People continue to ask me about what they should expect in terms of attendance versus registration on their webinars. There is not a single answer, as averages vary based on a number of factors.
For general open-call marketing or lead generation webinars where you are soliciting attendance from the public at large, you can usually count on about a 33% attendance rate. That's right... 2/3 of your projected audience won't show up. So if you are in the game merely to build up quantities of names in your raw lead list, you might as well put all of your effort into getting folks to complete the event registration form.
If you have a highly targeted audience with a specialized interest, you can expect higher attendance rates. I'm working with a client giving webinars to software programmers on a specific platform in a niche area of development. We are seeing attendance rates averaging 50% (we recently did an event with a 55% attendance ratio). The narrower your content focus and audience demographic, the more likely they are to listen to your message. Unfortunately, you have less of a starting pool to draw from!
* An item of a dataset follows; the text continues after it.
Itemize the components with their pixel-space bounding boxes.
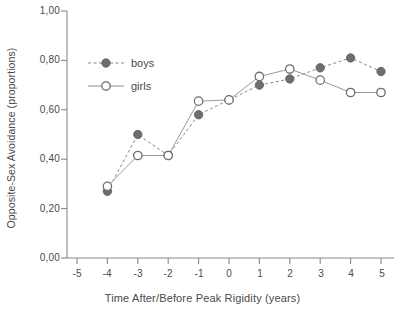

Customer communications events (such as "sneak peeks" at new product release features and so on) do a little better. I would estimate about a 60-65 percent attendance rate. The more that people believe they are getting inside information rather than a sales/marketing pitch, the more effort they will put into attending.
Internal training and employee communications (even "mandatory"
events) can climb as high as 80-85% attendance, but there will always be some MIA's in the crowd.
Your highest attendance rates (naturally) come from events where you charge the audience to attend. Especially if you announce a no-refund policy! :) These can produce attendance rates around 95-98%. But you'd better deliver on some quality content, technical operation, and presentation skills.